"Better a fallen rocket than never a burst of light."
~ Tom Stoppard, The Invention of Love

Friday, May 8, 2015

Relationship Spotlight: The Knave of Hearts & the Red Queen (Once Upon a Time in Wonderland)

In light of recent aggravating plots on Once Upon a Time, I’ve been reassessing its spin-off.  I don’t know that Once Upon a Time in Wonderland’s best matches that of the main show, but its lows aren’t exactly in a league of their own.  At any rate, Wonderland has definite qualities, one of which is this relationship (Knave/Red Queen spoilers to follow.)

With the Knave and the Red Queen, there are a few permutations to explore.  There’s Will and Ana, the original Enchanted Forest couple.  Rich in love and not much else, Ana dreamed of better things, and her dreams grew so large, her love for Will couldn’t anchor them.  Her dreams made them cross worlds, and when Wonderland wasn’t everything it promised, dreaming soured into wanting.  She couldn’t bear to lack what others had; in her quest, her fury to have, a king offered her wants and dreams, a whole world of having, and all it cost her was her love.  Will couldn’t stand being bartered away, discarded for courts and courtiers and baubles.  His pain tore him to so many shreds, he couldn’t see how quickly and completely she regretted her decision.  He couldn’t live with the wound, and he couldn’t live with how much he still loved her in spite of everything, so he made a bargain with a monarch of his own, a queen who offered him oblivion.  And all it cost him was his heart.  She pulled it from his chest, separating him from his love, his anguish, and his free will.  As long as she own his heart, she commanded him, but even when Alice recovered it for him, he couldn’t carry it within him.  He remembered the pain, and he preferred the empty place where it ought to be.
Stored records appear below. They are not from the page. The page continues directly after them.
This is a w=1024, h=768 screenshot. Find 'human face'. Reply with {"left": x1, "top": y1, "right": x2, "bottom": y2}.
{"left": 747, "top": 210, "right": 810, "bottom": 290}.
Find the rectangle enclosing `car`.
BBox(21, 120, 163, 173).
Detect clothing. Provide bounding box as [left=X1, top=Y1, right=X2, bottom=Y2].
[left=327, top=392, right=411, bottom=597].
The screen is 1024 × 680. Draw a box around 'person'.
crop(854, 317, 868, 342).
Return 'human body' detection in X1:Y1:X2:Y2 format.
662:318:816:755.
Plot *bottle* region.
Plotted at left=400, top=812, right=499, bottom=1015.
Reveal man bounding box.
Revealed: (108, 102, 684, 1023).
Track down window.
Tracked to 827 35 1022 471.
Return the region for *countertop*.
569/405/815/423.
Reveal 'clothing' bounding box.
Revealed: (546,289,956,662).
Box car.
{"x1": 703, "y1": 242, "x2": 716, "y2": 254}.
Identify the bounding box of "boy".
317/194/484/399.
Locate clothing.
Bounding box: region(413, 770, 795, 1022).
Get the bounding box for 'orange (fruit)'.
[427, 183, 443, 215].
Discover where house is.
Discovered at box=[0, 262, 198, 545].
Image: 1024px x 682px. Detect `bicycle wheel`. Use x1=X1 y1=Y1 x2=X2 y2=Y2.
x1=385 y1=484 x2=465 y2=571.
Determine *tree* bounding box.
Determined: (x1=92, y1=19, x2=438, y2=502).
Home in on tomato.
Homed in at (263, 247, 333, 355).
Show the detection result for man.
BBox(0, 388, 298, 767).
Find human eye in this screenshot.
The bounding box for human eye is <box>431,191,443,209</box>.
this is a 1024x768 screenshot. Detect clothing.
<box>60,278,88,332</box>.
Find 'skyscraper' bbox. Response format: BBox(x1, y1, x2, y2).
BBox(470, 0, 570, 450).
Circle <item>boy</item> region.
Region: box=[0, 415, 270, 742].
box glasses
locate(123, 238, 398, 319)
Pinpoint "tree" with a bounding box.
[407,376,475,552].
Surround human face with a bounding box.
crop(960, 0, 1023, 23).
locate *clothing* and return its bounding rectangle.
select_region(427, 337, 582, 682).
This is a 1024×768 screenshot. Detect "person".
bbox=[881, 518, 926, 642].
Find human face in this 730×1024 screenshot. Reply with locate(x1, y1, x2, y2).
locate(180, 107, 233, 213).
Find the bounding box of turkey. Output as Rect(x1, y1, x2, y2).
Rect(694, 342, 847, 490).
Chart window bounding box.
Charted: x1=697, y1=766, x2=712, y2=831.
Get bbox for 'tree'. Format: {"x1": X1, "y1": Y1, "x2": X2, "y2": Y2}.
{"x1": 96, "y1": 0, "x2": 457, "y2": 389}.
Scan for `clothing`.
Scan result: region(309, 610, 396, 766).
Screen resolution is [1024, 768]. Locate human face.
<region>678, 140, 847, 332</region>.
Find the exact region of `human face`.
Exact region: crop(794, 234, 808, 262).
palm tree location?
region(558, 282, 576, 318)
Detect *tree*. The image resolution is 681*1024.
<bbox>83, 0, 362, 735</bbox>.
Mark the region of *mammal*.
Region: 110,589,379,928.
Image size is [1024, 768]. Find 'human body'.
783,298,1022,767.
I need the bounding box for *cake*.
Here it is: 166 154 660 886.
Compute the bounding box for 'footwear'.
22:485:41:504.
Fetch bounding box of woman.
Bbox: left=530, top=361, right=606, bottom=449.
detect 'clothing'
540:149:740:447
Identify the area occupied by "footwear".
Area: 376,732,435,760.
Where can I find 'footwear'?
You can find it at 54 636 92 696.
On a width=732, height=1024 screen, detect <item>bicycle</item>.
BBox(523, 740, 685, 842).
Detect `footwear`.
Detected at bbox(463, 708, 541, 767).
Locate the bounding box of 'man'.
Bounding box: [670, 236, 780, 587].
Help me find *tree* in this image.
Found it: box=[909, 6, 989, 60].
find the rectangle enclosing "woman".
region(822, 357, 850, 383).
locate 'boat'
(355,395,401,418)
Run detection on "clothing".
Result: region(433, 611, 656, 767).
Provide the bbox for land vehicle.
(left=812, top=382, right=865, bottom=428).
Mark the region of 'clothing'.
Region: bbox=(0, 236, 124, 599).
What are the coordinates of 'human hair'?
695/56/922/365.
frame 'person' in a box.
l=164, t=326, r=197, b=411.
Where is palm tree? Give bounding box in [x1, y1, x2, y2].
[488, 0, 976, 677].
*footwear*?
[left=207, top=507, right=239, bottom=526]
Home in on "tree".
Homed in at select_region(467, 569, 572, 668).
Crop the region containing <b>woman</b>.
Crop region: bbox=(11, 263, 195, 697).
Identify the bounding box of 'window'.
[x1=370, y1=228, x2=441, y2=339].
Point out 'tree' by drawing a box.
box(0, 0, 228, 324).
These are the flashbacks that unroll throughout the series.  They’re the characters we come to understand, but not the ones we meet.  We meet the jaded, sardonic Knave and the icy, aloof Red Queen.  The Knave is Alice’s ne’er-do-well comrade who only feels the surface of things (even now, his friend doesn’t know he’s still without his heart,) and the Red Queen is the cold ruler in league with a sorcerer to break the laws of magic, both relentless and ruthless in her pursuit of her goals.  But while Jafar wants the power of a genie without the rules that constrain them, there’s only one law of magic the Red Queen wants to break:  she wants to change the past.

Okay, so breaking the laws of magic isn’t cool (especially when your plan puts the same abilities in the hands of a dangerous megalomaniac with a grudge,) but it’s telling that the Red Queen isn’t seeking to force the Knave to love her, another piece of verboten magic she stands to gain.  She doesn’t want to negate her past actions – she wants to fix them, to keep herself from trading love for dreams.  Even though, as usual, she’s so blinded by what she wants that she can’t see the fallout (I repeat, breaking the laws of magic isn’t cool,) this distinction makes all the difference.  The Red Queen aims to return the days she spent without the Knave, to be Ana and Will again, to keep his heart from being broken so completely that he can’t bear to have it in his chest.  I know I quoted “Moments in the Woods” yesterday, but it still applies – she wants an “or,” not an “and,” and therein lies the hope for them.  It’s not wealth and power and position and Will, it’s just Will.  Not that I endorse living wholly for one other person (we’ve been over this,) but it’s not about the dreaming or the wanting.  It’s about realizing one wasn’t worth the other, and taking back her mistakes.  Although the revelation isn’t enough to make Will wipe the slate clean, I think it’s what makes the slightest crack in his walls, just enough to let a reconciliation in slowly, by degrees, as they both remember who they were and start to see who they can be now.